The Truth About Dobbs

Much ink has been spilled, or many pixels have been typed discussing and dissecting the Dobbs decision. The vast majority of the discourse has been either glowing praise of Dobbs or pro-abortion condemnation. But was Dobbs objectively good?

To answer that question, we need to define what role the supreme court plays.

Article III of the Constitution says, "The judicial power shall extend to all cases, in law and equity, arising under this Constitution." They cannot just make things up. Their decisions must be constitutional or in line with federal law. They do not make law, they interpret law.

In the Dobbs decision, the 14th amendment was heavily discussed because it was supposedly where a right to abortion was granted under "liberty." The court held that no such right was granted. Justice Alito in the majority opinion wrote, "It is time to heed the Constitution and return the issue of abortion to the people’s elected representatives."

Far from being a return to the Constitution, it continued the same path of ignoring the Constitution. Not only does the 14th Amendment not protect abortion, it prohibits any state from allowing it. Sadly, both conservatives and liberals alike make arguments about what the word "person" means here, but the authorial intent of the writer of the 14th Amendment in writing "person" cannot be debated, as we will see below.

John A. Bingham, author of the 14th Amendment, wrote, "If a state has not the right to deny equal protection to any human being under the Constitution of this country in the rights of life, liberty, and property, how can state rights be impaired by penal prohibitions of such denial as proposed?" He further said, "No state in the union should deny to any human being... the equal protection of the laws." For Bingham, the word "person" and "human being" were synonymous, or at least included human in the category of persons. Far from postmoderns who divorce the concept of a person from a human being as modern sexual revolutionaries do with the concept of "gender" and "sex," (and indeed, as they do with "person" and "human"!) he rightly identified these words as synonyms. Bingham has this to say about abortion doctors, "Thousands of deaths annually occur from the attempts to procure abortion by quack doctors, known to be such, who nevertheless have not been restrained by law." And asked the House of Representatives, "...to punish by fine and imprisonment any person who shall engage in the business of procuring abortion."

Fundamentally, the Dobbs decision is a pro-choice decision. It finds no right to an abortion in the 14th Amendment (which was used to force states to allow it), but does assert there is no prohibition of it (allowing states to allow it).

When the Dobbs decision was made, we made two important arguments:

  1. Threats to SCOTUS' power posed by abolition bills could be resolved by the court giving a compromise that would keep abortion legal.
  2. The Pro-Life Movement's commitment to the second victim narrative would keep states from abolishing abortion, allowing abortion in any case as long as it was carried out by the woman herself.

Both of these factors work to delay abolition in any state.

You may say, "But the court allowing us to abolish it is a victory!" The obstacle posed by the court was not so great that an abolition bill in defiance of it would have kept a state from abolishing it. Thousands of laws defy the supreme court, but pro-life policymakers didn't have the backbone to do it even though they did it with gun bills, and our own Republican lawmakers in Oklahoma did it for Marijuana. Defy for weed, but not for preborn babies.

Our greatest obstacle has always been the Pro-Life Movement. Our bills were killed before Dobbs and after Dobbs. The court was a convenient excuse, but they are committed to keeping abortion legal for the mother. Indeed, in many respects, it is easier to convince men to defy the enemy they recognize than it is to defy the friends they keep. The Pro-Life Movement provides cover for politicians and directs pro-life ire away from them. To defy them is to unshield oneself from the protection they give.

So in answer to whether Dobbs was "good," both biblically and constitutionally, the answer is a resounding NO.

It denied equal protection and equal justice of the laws to preborn human beings, violating the 6th commandment and the 14th Amendment. There is no right to abortion in the Constitution, but there is a prohibition of abortion in the Constitution. Calling Dobbs good is tantamount to calling murder good. The court, like Pontius Pilate, washed its hands of its responsibility before God and under the Constitution and passed the responsibility on to state lawmakers. It had no right to do this. It is duty-bound to abolish abortion, and it failed to do so.

Beware of calling light darkness and darkness light. When we call something good, it must truly be good. It cannot be an evil masquerading as a good.

After 50 years of compromise, what has been won by the Pro-Life Movement is another compromise that has worked to keep abortion legal.

They got what they wanted in Dobbs.

The problem is that they did not want justice.

For more on the Dobbs decision, see this presentation from James Silberman: "Equal Protection and the Sin of Dobbs."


- What you have to do: For each line of the listing below that contains the string "outside", copy the line.

• • • • •

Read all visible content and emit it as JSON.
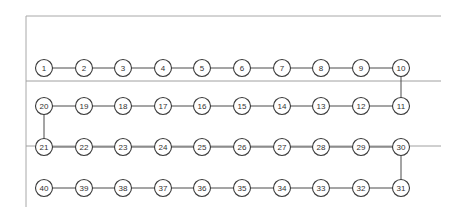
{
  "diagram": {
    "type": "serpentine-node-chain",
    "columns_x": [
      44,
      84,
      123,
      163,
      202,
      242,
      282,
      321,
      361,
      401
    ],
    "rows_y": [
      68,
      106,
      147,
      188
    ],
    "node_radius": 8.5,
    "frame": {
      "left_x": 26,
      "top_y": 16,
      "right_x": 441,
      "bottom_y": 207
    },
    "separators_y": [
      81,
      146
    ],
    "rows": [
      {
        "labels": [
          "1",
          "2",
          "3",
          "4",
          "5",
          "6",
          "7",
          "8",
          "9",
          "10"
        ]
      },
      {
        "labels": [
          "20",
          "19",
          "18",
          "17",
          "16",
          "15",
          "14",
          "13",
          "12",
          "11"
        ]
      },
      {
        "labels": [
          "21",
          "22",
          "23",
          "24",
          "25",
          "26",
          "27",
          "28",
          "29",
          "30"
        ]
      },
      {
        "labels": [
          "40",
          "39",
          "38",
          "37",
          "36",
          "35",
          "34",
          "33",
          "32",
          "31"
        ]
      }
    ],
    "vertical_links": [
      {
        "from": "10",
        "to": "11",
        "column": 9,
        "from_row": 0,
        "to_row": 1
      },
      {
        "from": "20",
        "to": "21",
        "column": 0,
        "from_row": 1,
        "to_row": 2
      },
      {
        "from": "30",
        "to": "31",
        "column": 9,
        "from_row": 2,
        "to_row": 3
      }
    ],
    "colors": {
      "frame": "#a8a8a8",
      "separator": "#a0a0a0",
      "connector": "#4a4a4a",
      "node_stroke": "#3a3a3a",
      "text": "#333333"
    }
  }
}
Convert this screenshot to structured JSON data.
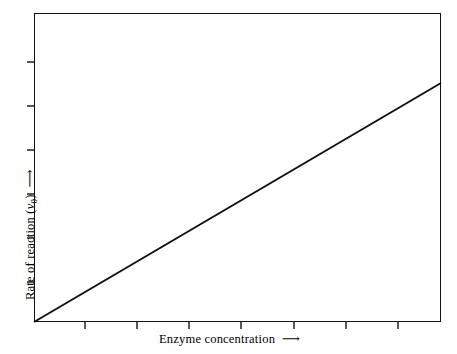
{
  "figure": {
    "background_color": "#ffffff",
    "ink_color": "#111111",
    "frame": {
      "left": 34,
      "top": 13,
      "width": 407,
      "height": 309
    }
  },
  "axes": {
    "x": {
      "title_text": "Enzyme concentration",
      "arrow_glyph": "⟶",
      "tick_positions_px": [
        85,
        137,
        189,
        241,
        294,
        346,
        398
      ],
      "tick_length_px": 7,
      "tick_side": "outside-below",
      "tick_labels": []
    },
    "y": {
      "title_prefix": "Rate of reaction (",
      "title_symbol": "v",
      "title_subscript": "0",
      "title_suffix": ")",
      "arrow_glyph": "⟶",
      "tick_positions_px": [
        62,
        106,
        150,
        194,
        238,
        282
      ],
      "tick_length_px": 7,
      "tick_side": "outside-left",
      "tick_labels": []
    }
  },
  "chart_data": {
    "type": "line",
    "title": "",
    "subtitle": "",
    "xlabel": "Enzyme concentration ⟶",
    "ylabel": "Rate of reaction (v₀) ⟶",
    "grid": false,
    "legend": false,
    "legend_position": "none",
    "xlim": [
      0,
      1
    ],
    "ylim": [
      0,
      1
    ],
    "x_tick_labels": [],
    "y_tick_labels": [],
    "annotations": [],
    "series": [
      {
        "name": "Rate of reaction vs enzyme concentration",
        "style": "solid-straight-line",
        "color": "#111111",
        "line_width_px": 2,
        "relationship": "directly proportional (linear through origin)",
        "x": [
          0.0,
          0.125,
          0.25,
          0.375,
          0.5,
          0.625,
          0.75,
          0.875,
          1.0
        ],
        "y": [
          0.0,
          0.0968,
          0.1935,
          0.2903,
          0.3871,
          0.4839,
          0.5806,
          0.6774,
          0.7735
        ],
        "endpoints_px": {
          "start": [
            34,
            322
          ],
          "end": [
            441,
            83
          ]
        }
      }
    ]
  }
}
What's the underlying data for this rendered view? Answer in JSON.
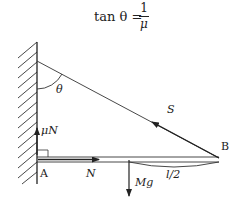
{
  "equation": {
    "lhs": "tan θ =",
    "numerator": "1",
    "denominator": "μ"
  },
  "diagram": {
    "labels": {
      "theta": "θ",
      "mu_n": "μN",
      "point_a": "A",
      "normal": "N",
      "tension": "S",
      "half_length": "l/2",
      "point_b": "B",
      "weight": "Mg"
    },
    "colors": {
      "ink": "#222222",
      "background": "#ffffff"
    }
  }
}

• • • • •

- Answer section:
      "tick_side": "outside-below",
      "tick_side": "outside-left",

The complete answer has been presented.